From Dust
From dust is a god-game that places you in control of god, who is a glowing worm that can gather up balls of lava, sand, water and the occasional explosive tree and shift them around the world to allow a bunch of aboriginals to activate more powers for your divine worminess to allow you to set the tribals on fire and basically make their lives hell for giving you such divine power. Yes, WTF indeed. You might be thinking from that description that whoever made this game was a few cuckoos short of a clock, and you'd probably be right.

The game was designed by a french game studio, leading me to believe that being able to win wars is what keeps most other countries sane. It's been touted as the spiritual successor to the British-made Populous, by Peter Moleneux, which by default makes you wonder whether or not the french mental healthcare system is allowing a few dangerous crazies to wonder their streets than you could technically call 'safe'. That being said, the game itself is quite fun to play.
The 3 trees in the game allow you to either evaporate streams/roast humans , prevent forest fires/drown humans and explode volcanoes/humans. So basically the choice of whether or not to be benevolent is up to you when it comes to trees. The single player game relies heavily on these plants but its unlikely that you will use them in the sandbox unless you want to see just how big an explosion you can make using the explosive variety.
It basically tasks your divine worm with showing those posers back on dune just what being a giant worm is all about. You lead a group of suicidal humans to conquer and populate areas of land that would normally not be tackled by anyone possessing less backbone than a brontosaurus. Initially you are given a few meager powers, like picking up some sand from one spot and putting it in another spot, then the same with water and then the same with lava. You are also given a few useful spells such as the ability to turn the surrounding water to jelly, summon infinite dirt, put out fires and a few other means of keeping your human followers out of the way of fire, lava and floods. By choosing me the humans were obviously the kind that like to play Russian roulette with only 1 chamber empty. Well since they insisted that I was the only one that could save them from the volcano they wanted to go and live under in exchange for the ability to throw lava around willy-nilly I obliged them.
The single player campaign was a good bit of fun for the 5 or so hours that it lasted, you basically just try to keep your little masked minions from becoming a neolithic Japanese-Iceland, mainly by finding ways of diverting rivers or lava flows. Its quite fun and you can make some rather pretty terrain but all in all its not exactly the most amazing thing I've ever played. Its a volcano sandbox, a limited one. You are only really capable of doing 3 or 4 different things, so basically it is no better than universe sandbox, apart from it being quite good looking. Now for a game that is betting its entire appeal on being attractive, this game falls flat on it face. Its a port, it does not even allow you to fiddle with any of its graphics, so its assuming you're okay with it only being moderately pretty, so its basically telling the PC crowd, yes, you have superior hardware, but I’m not going to have anything to do with it, because if the guys in the other crowd over there find out I’m nicer on you they'll get all upset. The space in which you can operate is VERY limited.
The procedural technology in the game is what is most impressive and when I think about how good thing game COULD have been I wonder why the guys making it did not try to take it to the next level. The multi-leveled / flexible texturing stops you from seeing any texture errors no matter how the terrain is shaped. This kind of game technology is capable of standing up on its own as we have seen from the sales of this game so far, but if you were to get Lion-head, Maxis and the studio behind from dust to take their collective ideas for their similar games and shove them all together you will come up with a truly great game. From dust is good, Spore creature Creator was good (I’m ignoring the rest of that train-smash for now), and populous was great and Genewars had a lot of (completely squandered) potential. You add all these together in a single AAA game and you have the makings of greatness. As for from dust its quite fun, its reasonably priced, but it needs more, it needs to be on a planetary scale, with multiplayer and resourcing of some sort. If you can figure out a way to add the amazing procedural technology of this game to the technologies of others you will make something truly worthwhile.
The challenge mode pits your will versus the mental retardation of the villager AI in challenges such as preventing a village from being burned, because its your responsibility to look after people living on a volcano, the challenges are not really that challenging as you are mostly not in control of the people you are trying to save and simply have to compensate for their foot in mouth thinking and procedural path-finding, that finds straight lines to be somewhat of a conundrum.
So by all means, go out, buy the game, play around in it and see what I mean about it not being nearly as good as it could have been. Its a start. Its a damned good start it just needs more Maxis and Lion-head.
Tl:dr Safe, inexpensive fun for the Lava enthusiast. PC version is a bit half arsed and could have been better.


> [EXERCISE GOAL]
Look through the lines below and copy each one that includes "name".

Records excerpted from a collection:
──────────
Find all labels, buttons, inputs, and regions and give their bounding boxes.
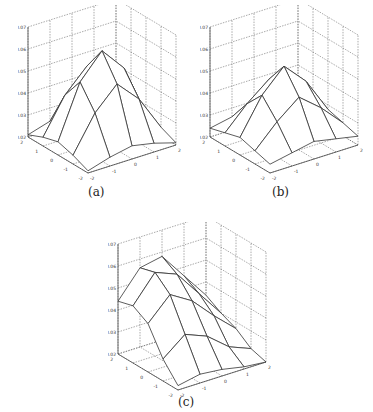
surface-plot-c: 0.020.030.040.050.060.07-2-1012-2-1012	[108, 222, 278, 402]
y-tick-label: 1	[217, 149, 220, 154]
x-tick-label: -1	[294, 169, 299, 174]
x-tick-label: -2	[90, 176, 95, 181]
x-tick-label: 1	[156, 155, 159, 160]
x-tick-label: 0	[224, 379, 227, 384]
z-tick-label: 0.06	[18, 47, 26, 52]
plot-c-surface	[118, 256, 266, 385]
y-tick-label: 2	[110, 357, 113, 362]
surface-plot-a: 0.020.030.040.050.060.07-2-1012-2-1012	[18, 5, 188, 185]
y-tick-label: -2	[79, 176, 84, 181]
y-tick-label: 0	[232, 158, 235, 163]
z-tick-label: 0.03	[108, 330, 116, 335]
x-tick-label: -2	[272, 176, 277, 181]
x-tick-label: 0	[316, 162, 319, 167]
x-tick-label: 1	[246, 372, 249, 377]
z-tick-label: 0.03	[200, 113, 208, 118]
y-tick-label: 2	[202, 140, 205, 145]
x-tick-label: -1	[202, 386, 207, 391]
x-tick-label: 0	[134, 162, 137, 167]
plot-c-canvas: 0.020.030.040.050.060.07-2-1012-2-1012	[108, 222, 278, 402]
z-tick-label: 0.07	[18, 25, 26, 30]
plot-b-canvas: 0.020.030.040.050.060.07-2-1012-2-1012	[200, 5, 370, 185]
y-tick-label: 0	[140, 375, 143, 380]
z-tick-label: 0.06	[108, 264, 116, 269]
plot-a-canvas: 0.020.030.040.050.060.07-2-1012-2-1012	[18, 5, 188, 185]
y-tick-label: -2	[261, 176, 266, 181]
x-tick-label: 1	[338, 155, 341, 160]
z-tick-label: 0.04	[18, 91, 26, 96]
x-tick-label: 2	[178, 148, 181, 153]
z-tick-label: 0.02	[18, 135, 26, 140]
y-tick-label: -1	[64, 167, 69, 172]
z-tick-label: 0.03	[18, 113, 26, 118]
z-tick-label: 0.07	[200, 25, 208, 30]
z-tick-label: 0.06	[200, 47, 208, 52]
caption-b: (b)	[272, 185, 289, 199]
z-tick-label: 0.05	[18, 69, 26, 74]
y-tick-label: 0	[50, 158, 53, 163]
z-tick-label: 0.04	[200, 91, 208, 96]
y-tick-label: -1	[246, 167, 251, 172]
caption-c: (c)	[178, 395, 194, 409]
z-tick-label: 0.02	[108, 352, 116, 357]
y-tick-label: 1	[35, 149, 38, 154]
z-tick-label: 0.07	[108, 242, 116, 247]
y-tick-label: -2	[169, 393, 174, 398]
z-tick-label: 0.02	[200, 135, 208, 140]
y-tick-label: 1	[125, 366, 128, 371]
x-tick-label: 2	[268, 365, 271, 370]
y-tick-label: 2	[20, 140, 23, 145]
caption-a: (a)	[88, 185, 105, 199]
z-tick-label: 0.05	[200, 69, 208, 74]
z-tick-label: 0.04	[108, 308, 116, 313]
surface-plot-b: 0.020.030.040.050.060.07-2-1012-2-1012	[200, 5, 370, 185]
x-tick-label: -1	[112, 169, 117, 174]
y-tick-label: -1	[154, 384, 159, 389]
z-tick-label: 0.05	[108, 286, 116, 291]
x-tick-label: 2	[360, 148, 363, 153]
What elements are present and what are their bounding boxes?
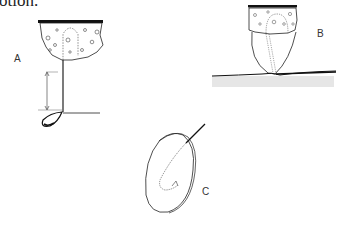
- panel-c-drawing: [146, 124, 205, 213]
- panel-label-c: C: [202, 186, 209, 197]
- panel-b-drawing: [212, 5, 336, 87]
- panel-label-a: A: [14, 53, 21, 64]
- figure-illustration: [0, 0, 344, 225]
- panel-label-b: B: [317, 28, 324, 39]
- panel-a-drawing: [38, 20, 103, 126]
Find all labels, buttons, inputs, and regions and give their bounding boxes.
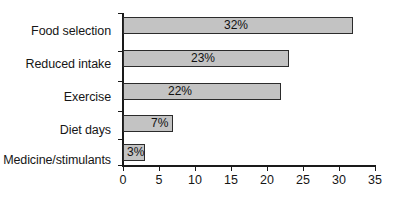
category-label-reduced-intake: Reduced intake [0,57,111,71]
bar-value-reduced-intake: 23% [191,52,215,65]
category-axis-labels: Food selection Reduced intake Exercise D… [0,13,118,165]
category-label-exercise: Exercise [0,90,111,104]
category-label-food-selection: Food selection [0,24,111,38]
x-axis-tick [339,165,340,171]
category-label-diet-days: Diet days [0,123,111,137]
plot-area: 32% 23% 22% 7% 3% 0 5 10 15 20 25 30 35 [123,13,375,165]
x-axis-tick [231,165,232,171]
y-axis-tick [118,81,124,82]
x-axis-tick [375,165,376,171]
bar-exercise[interactable] [123,83,281,100]
x-axis-tick-label-35: 35 [360,173,390,187]
x-axis-tick-label-25: 25 [288,173,318,187]
bar-value-diet-days: 7% [151,117,168,130]
x-axis-tick [123,165,124,171]
x-axis-tick [195,165,196,171]
x-axis-tick-label-20: 20 [252,173,282,187]
x-axis-tick [267,165,268,171]
y-axis-tick [118,13,124,14]
y-axis-tick [118,111,124,112]
category-label-medicine-stimulants: Medicine/stimulants [0,153,111,167]
bar-value-medicine-stimulants: 3% [127,146,144,159]
x-axis-tick-label-10: 10 [180,173,210,187]
x-axis-tick [303,165,304,171]
x-axis-tick-label-0: 0 [108,173,138,187]
x-axis-tick-label-30: 30 [324,173,354,187]
bar-value-food-selection: 32% [224,19,248,32]
bar-chart: Food selection Reduced intake Exercise D… [0,0,393,200]
bar-value-exercise: 22% [168,85,192,98]
y-axis-tick [118,139,124,140]
x-axis-tick-label-15: 15 [216,173,246,187]
x-axis-tick-label-5: 5 [144,173,174,187]
x-axis-tick [159,165,160,171]
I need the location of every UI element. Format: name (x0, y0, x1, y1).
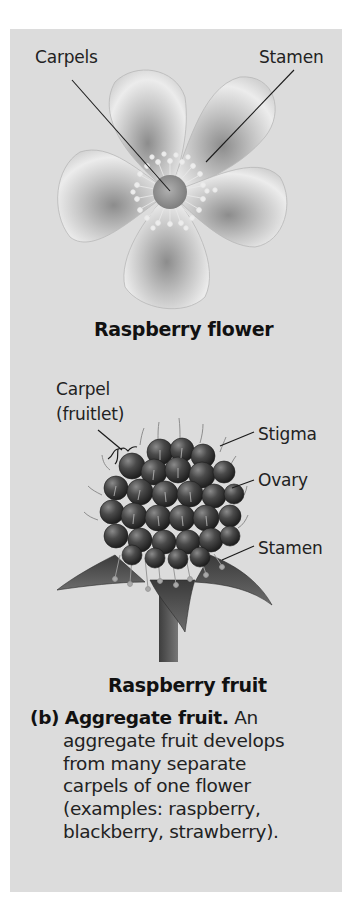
caption-raspberry-flower: Raspberry flower (94, 320, 273, 339)
panel-tag: (b) (30, 707, 59, 728)
label-carpel: Carpel (56, 381, 110, 398)
description-line-0: An (229, 707, 258, 728)
label-fruit-stamen: Stamen (258, 540, 322, 557)
flower-carpel-center (153, 175, 187, 209)
description-line-5: blackberry, strawberry). (30, 821, 330, 844)
description-line-1: aggregate fruit develops (30, 730, 330, 753)
description-line-3: carpels of one flower (30, 775, 330, 798)
label-fruitlet: (fruitlet) (56, 406, 124, 423)
description-line-2: from many separate (30, 753, 330, 776)
description-line-4: (examples: raspberry, (30, 798, 330, 821)
fruit-drupelets (100, 438, 244, 569)
label-carpels: Carpels (35, 49, 98, 66)
label-stigma: Stigma (258, 426, 317, 443)
figure-description: (b) Aggregate fruit. An aggregate fruit … (30, 707, 330, 844)
label-ovary: Ovary (258, 472, 308, 489)
label-flower-stamen: Stamen (259, 49, 323, 66)
description-heading-line: (b) Aggregate fruit. An (30, 707, 330, 730)
description-term: Aggregate fruit. (65, 707, 229, 728)
raspberry-flower-drawing (58, 70, 294, 309)
raspberry-fruit-drawing (57, 418, 272, 662)
caption-raspberry-fruit: Raspberry fruit (108, 676, 267, 695)
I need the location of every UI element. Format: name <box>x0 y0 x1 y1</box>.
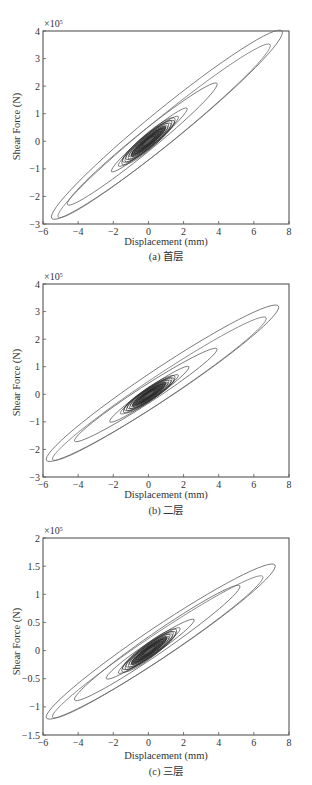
y-tick-label: 2 <box>35 81 40 92</box>
chart-panel-b: −6−4−202468−3−2−101234×105 Shear Force (… <box>0 253 312 515</box>
x-tick-label: 6 <box>251 737 256 748</box>
x-tick-label: 8 <box>287 737 292 748</box>
hysteresis-plot-c: −6−4−202468−1.5−1−0.500.511.52×105 <box>0 508 312 785</box>
y-axis-label: Shear Force (N) <box>11 67 22 187</box>
y-tick-label: 4 <box>35 26 40 37</box>
y-axis-label: Shear Force (N) <box>11 582 22 702</box>
x-axis-label: Displacement (mm) <box>43 236 289 247</box>
hysteresis-loops <box>38 293 287 473</box>
x-tick-label: −2 <box>108 737 119 748</box>
hysteresis-plot-b: −6−4−202468−3−2−101234×105 <box>0 253 312 515</box>
y-tick-label: −3 <box>29 219 40 230</box>
axis-multiplier: ×105 <box>44 18 63 29</box>
y-tick-label: 1 <box>35 108 40 119</box>
y-tick-label: 2 <box>35 533 40 544</box>
y-tick-label: −1 <box>29 163 40 174</box>
y-tick-label: −1 <box>29 416 40 427</box>
y-tick-label: 0 <box>35 389 40 400</box>
y-tick-label: −2 <box>29 191 40 202</box>
y-tick-label: −1.5 <box>22 730 40 741</box>
y-tick-label: 1 <box>35 589 40 600</box>
y-tick-label: −2 <box>29 444 40 455</box>
x-tick-label: −4 <box>73 737 84 748</box>
y-tick-label: −0.5 <box>22 673 40 684</box>
y-tick-label: 0 <box>35 136 40 147</box>
panel-caption: (c) 三层 <box>43 763 289 778</box>
hysteresis-plot-a: −6−4−202468−3−2−101234×105 <box>0 0 312 260</box>
y-axis-label: Shear Force (N) <box>11 323 22 443</box>
hysteresis-loops <box>38 552 283 730</box>
y-tick-label: 0 <box>35 645 40 656</box>
y-tick-label: 1 <box>35 361 40 372</box>
x-tick-label: 4 <box>216 737 221 748</box>
y-tick-label: 0.5 <box>28 617 41 628</box>
y-tick-label: −3 <box>29 472 40 483</box>
y-tick-label: 1.5 <box>28 561 41 572</box>
y-tick-label: 2 <box>35 334 40 345</box>
chart-panel-a: −6−4−202468−3−2−101234×105 Shear Force (… <box>0 0 312 260</box>
hysteresis-loops <box>41 18 292 231</box>
y-tick-label: 4 <box>35 279 40 290</box>
x-tick-label: 0 <box>146 737 151 748</box>
x-tick-label: 2 <box>181 737 186 748</box>
y-tick-label: −1 <box>29 701 40 712</box>
chart-panel-c: −6−4−202468−1.5−1−0.500.511.52×105 Shear… <box>0 508 312 785</box>
axis-multiplier: ×105 <box>44 525 63 536</box>
y-tick-label: 3 <box>35 53 40 64</box>
x-axis-label: Displacement (mm) <box>43 750 289 761</box>
x-axis-label: Displacement (mm) <box>43 489 289 500</box>
y-tick-label: 3 <box>35 306 40 317</box>
axis-multiplier: ×105 <box>44 271 63 282</box>
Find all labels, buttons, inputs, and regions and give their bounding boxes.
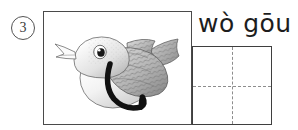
- bird-beak: [55, 44, 76, 59]
- bird-eye: [94, 45, 107, 59]
- pinyin-label: wò gōu: [198, 6, 298, 42]
- bird-illustration-icon: [52, 24, 186, 116]
- exercise-number-label: 3: [20, 21, 27, 35]
- writing-grid-cell[interactable]: [192, 46, 272, 125]
- grid-horizontal-guide: [193, 86, 271, 87]
- picture-frame: [43, 11, 192, 125]
- worksheet-page: 3: [0, 0, 298, 130]
- exercise-number-badge: 3: [11, 16, 35, 40]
──────────
> [RESULT OF THE TASK]
I need the location of every UI element. Format: name (x0, y0, x1, y1).
I need the location of every UI element. Format: name <box>x0 y0 x1 y1</box>.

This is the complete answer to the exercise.